Other trials that are exciting in ovarian cancer include the combination of a PARP inhibitor and angiogenesis inhibitors. Cediranib and olaparib is one combination, and there are other combination therapies with PARP inhibitors.

Combining PARP inhibitors with other agents to treat women who do not have BRCA mutations is a very exciting area, because we know the PARP inhibitors work best in women who carry BRCA mutations either inherited or within the tumor, and also work well in women with defects in DNA repair. How to combine them with agents to apply them to the rest of the population is something that we’re actively studying because, after all, 50% or less of women will be in those categories that I mentioned.

Another exciting area is the microsatellite-instability (MSI)-high/positive endometrial cancers. MSI positivity accounts for about 35% of endometrioid endometrial cancers or about 20% of overall endometrial cancers. Now, a few months ago, checkpoint blockade with pembrolizumab (Keytruda) was approved for use in MSI-high/positive tumors. Obviously, it is very exciting because it is approved for a molecular indication that would include endometrial cancers, colorectal cancers, gastric cancers, and really any cancer that happens to have MSI-positivity or be an microsatellite unstable disease.

The exciting part about immunotherapy is that it really capitalizes what we already knew about the endometrial cancers and, of course, some MSI-high tumors are actually inherited through a defect in mismatch-repair (MMR) genes, so that is also important for genetic screening and genetic counseling.

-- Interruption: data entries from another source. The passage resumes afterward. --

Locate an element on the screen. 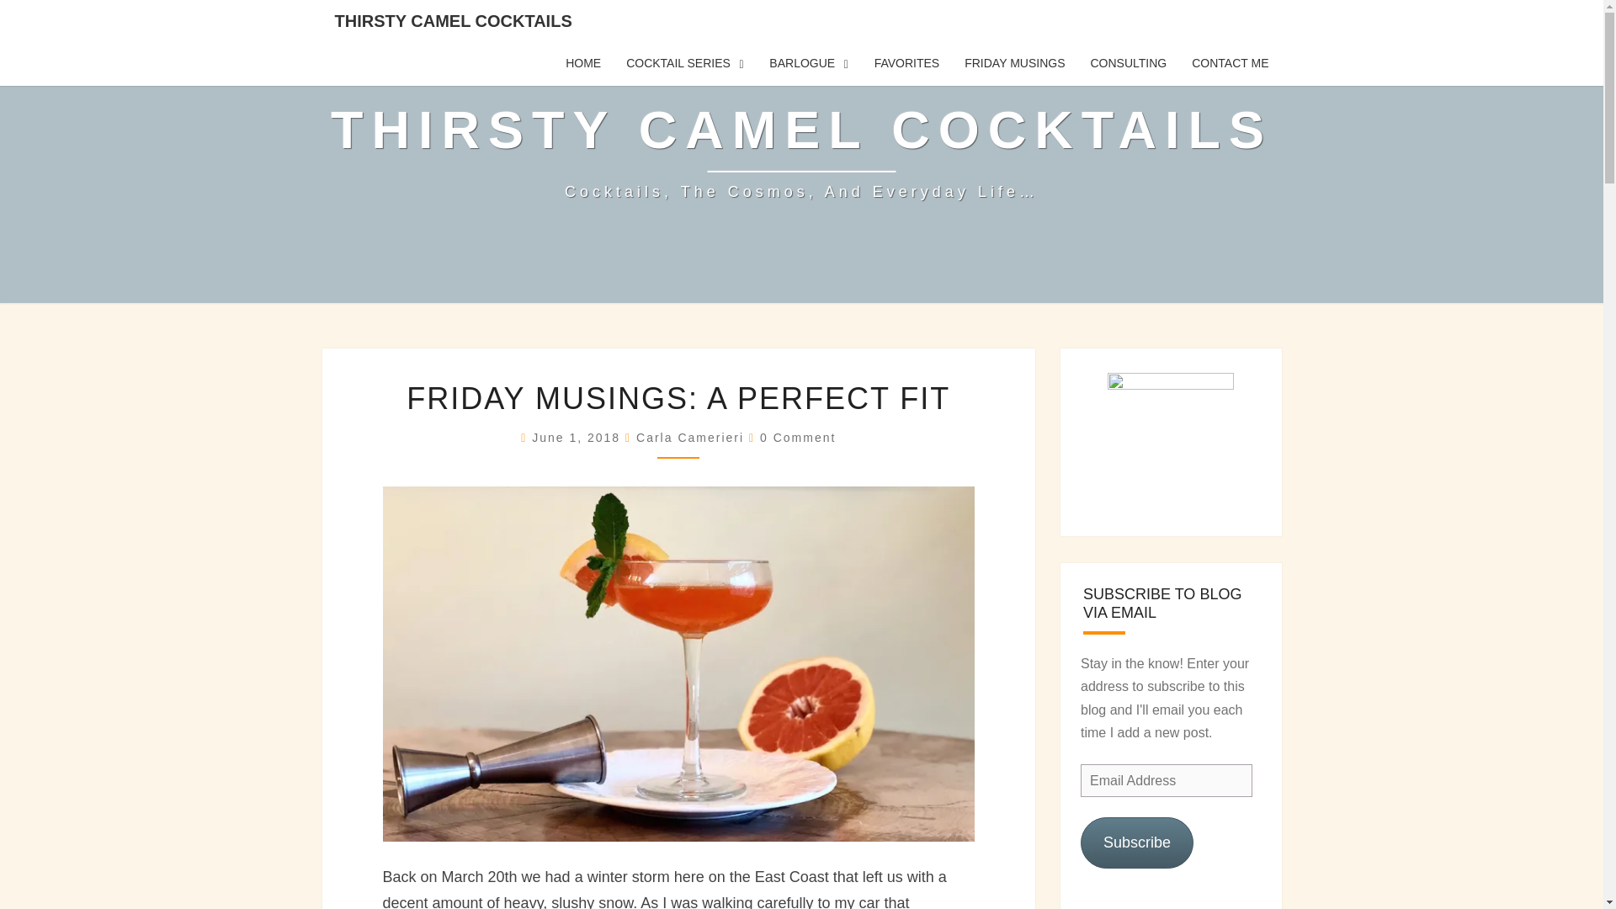  BARLOGUE is located at coordinates (808, 63).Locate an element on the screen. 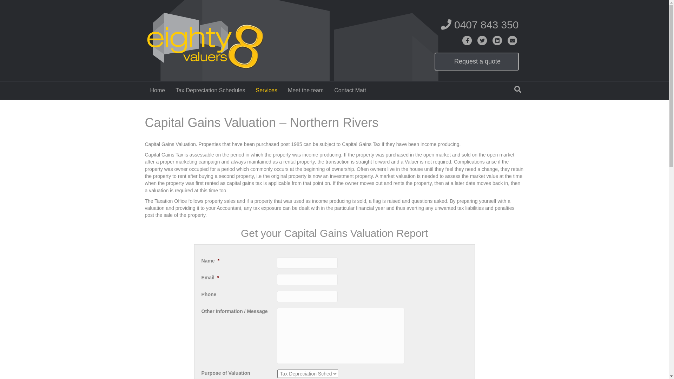 The width and height of the screenshot is (674, 379). Request a quote is located at coordinates (477, 61).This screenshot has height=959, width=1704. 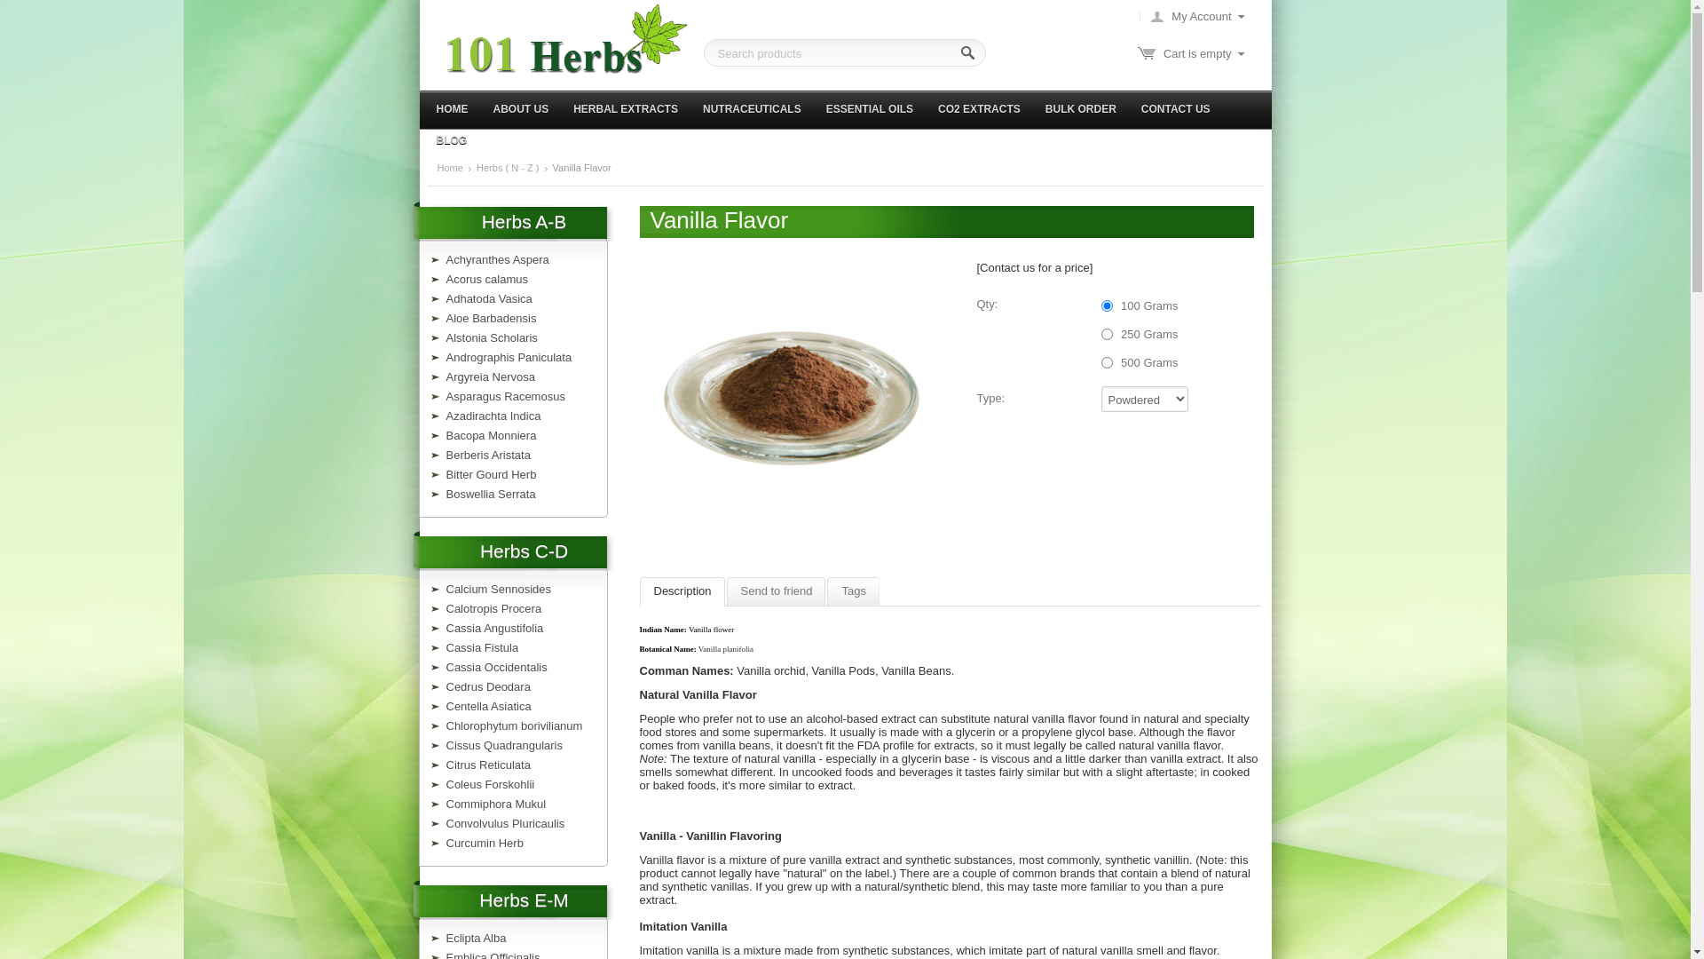 What do you see at coordinates (514, 726) in the screenshot?
I see `Chlorophytum borivilianum` at bounding box center [514, 726].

We have another link between inherited genetic events that are now tangentially leading to actually very effective treatments. Therefore, we have the inherited BRCA mutations that put people at risk for ovarian cancer and are now a therapeutic target with PARP inhibitors.

You co-chaired this State of the Science SummitTM. What is the value in community physicians attending a more intimate event like this?

Now, we have the MMR genes, which can put you at inherited risk for colorectal cancer and endometrial cancer, and now the therapeutic target with checkpoint blockade, so these are very exciting and gratifying solutions for years of research. This State of the Science Summit on ovarian cancer was really designed to share the latest in various aspects of ovarian cancer research and treatment with the community, and the regional area here. We wanted to talk about the research going on in the lab, prevention, screening, early detection, primary treatment, recurrent treatment, and novel therapeutics, such as immunotherapy and PARP inhibitors, and that is what was featured prominently in this event.

Liu J, Barry WT, Birrer M, et al. Overall survival and updated progression-free survival results from a randomized phase 2 trial comparing the combination of olaparib and cediranib against olaparib alone in recurrent platinum-sensitive ovarian cancer. J Clin Oncol. 2017;35 (suppl; abstr 5535).